Recognition at IEEE ICC 4MT Competition

This project was recognized at the IEEE International Conference on Communications (ICC) Four Minute Thesis (4MT) Competition, where my presentation won second place.
The 4MT competition challenges PhD candidates to explain their research in just four minutes to a broad audience, focusing on clarity, impact, and storytelling. Preparing for and participating in this competition helped me sharpen key skills:
- Explaining advanced technical ideas in accessible, engaging language.
- Highlighting the real-world impact of research rather than only its mathematical details.

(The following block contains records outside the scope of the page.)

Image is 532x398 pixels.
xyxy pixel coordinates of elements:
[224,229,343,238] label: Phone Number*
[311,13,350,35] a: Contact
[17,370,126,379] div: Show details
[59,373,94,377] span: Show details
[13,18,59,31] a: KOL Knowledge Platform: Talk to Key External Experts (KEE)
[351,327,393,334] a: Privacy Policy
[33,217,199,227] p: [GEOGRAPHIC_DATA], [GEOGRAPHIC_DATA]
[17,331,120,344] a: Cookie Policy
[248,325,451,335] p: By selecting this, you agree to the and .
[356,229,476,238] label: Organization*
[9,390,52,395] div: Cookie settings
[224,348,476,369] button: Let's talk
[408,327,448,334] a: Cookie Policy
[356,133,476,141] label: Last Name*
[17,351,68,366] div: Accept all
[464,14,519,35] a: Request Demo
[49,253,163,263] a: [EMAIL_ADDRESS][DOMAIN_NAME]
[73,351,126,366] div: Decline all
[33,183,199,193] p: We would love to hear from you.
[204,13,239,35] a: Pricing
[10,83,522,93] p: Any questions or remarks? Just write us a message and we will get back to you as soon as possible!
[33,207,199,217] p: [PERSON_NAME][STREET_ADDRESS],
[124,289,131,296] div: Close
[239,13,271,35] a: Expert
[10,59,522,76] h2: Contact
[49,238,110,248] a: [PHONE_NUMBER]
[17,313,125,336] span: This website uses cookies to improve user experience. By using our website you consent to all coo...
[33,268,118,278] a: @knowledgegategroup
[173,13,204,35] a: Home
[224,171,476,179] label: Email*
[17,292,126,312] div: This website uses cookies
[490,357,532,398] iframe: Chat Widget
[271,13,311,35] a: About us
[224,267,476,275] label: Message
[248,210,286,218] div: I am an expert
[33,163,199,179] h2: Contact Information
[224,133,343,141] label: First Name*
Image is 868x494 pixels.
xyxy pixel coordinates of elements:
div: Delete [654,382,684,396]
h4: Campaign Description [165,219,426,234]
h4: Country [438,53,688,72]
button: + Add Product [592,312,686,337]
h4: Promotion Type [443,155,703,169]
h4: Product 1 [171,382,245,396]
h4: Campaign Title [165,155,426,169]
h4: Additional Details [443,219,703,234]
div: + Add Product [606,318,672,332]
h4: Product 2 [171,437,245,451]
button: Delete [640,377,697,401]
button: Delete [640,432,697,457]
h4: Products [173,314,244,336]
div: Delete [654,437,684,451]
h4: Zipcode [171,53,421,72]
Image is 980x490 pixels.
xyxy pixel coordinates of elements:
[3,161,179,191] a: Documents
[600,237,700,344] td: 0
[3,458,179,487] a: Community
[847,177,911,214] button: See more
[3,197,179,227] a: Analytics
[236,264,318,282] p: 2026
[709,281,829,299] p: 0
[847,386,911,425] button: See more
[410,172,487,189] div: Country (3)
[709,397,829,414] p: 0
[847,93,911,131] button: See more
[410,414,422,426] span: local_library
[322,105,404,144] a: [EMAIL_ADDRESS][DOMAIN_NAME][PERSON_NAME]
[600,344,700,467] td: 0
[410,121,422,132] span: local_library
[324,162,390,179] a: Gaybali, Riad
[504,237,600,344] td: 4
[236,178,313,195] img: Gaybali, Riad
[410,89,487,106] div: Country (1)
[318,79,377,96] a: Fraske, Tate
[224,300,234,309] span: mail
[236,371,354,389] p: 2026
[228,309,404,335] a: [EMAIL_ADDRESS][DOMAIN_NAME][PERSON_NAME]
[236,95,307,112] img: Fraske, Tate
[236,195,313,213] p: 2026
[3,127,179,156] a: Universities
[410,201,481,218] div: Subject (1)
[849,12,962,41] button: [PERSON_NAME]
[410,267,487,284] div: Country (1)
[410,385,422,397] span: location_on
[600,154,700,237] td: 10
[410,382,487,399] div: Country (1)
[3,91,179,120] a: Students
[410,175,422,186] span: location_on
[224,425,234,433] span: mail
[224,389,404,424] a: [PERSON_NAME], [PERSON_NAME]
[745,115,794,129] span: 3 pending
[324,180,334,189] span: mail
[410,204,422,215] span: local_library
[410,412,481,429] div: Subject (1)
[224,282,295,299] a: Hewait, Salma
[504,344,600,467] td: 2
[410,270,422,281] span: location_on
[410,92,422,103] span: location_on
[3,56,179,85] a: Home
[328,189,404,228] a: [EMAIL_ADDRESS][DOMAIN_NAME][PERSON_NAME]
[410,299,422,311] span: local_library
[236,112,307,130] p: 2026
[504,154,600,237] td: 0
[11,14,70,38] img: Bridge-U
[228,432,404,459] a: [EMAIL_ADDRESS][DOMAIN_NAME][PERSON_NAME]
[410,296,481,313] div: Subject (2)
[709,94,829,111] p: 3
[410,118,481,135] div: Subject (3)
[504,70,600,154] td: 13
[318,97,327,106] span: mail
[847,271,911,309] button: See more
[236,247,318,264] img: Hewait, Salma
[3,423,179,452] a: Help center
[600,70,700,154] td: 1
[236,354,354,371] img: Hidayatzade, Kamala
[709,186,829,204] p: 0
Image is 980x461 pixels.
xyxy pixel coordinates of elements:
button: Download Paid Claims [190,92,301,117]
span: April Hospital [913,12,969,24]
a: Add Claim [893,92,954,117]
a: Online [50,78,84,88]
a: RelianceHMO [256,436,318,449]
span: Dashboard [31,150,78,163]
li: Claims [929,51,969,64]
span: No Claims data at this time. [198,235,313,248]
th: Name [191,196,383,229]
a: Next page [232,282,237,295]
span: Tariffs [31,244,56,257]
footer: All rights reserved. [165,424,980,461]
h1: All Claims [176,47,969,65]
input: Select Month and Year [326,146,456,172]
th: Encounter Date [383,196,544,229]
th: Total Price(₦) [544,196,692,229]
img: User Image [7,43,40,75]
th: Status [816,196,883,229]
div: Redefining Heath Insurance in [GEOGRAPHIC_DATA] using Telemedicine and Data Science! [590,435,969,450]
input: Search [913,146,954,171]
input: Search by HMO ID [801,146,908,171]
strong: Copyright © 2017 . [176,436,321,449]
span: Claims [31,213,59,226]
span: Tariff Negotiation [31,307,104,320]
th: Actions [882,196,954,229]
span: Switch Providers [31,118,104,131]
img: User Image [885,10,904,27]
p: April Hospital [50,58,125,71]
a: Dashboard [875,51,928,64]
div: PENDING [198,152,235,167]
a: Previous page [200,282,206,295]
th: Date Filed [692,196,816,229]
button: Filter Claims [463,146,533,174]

- Presenting confidently under time pressure to an international audience.
You can watch the presentation here:
- 4MT competition video: Watch the 4MT talk
- Announcement coverage: Announcement coverage
Why This Project Represents Me
Super-LoRa is a representative project for my profile because it combines:
- Innovation: proposing a new way to use existing LoRa technology to achieve much higher data rates.
- Practicality: building real prototypes, running campus-wide experiments, and working with actual hardware and channel conditions.
- Communication skills: distilling complex ideas into clear messages for both technical and non-technical audiences, as reflected in the 4MT recognition.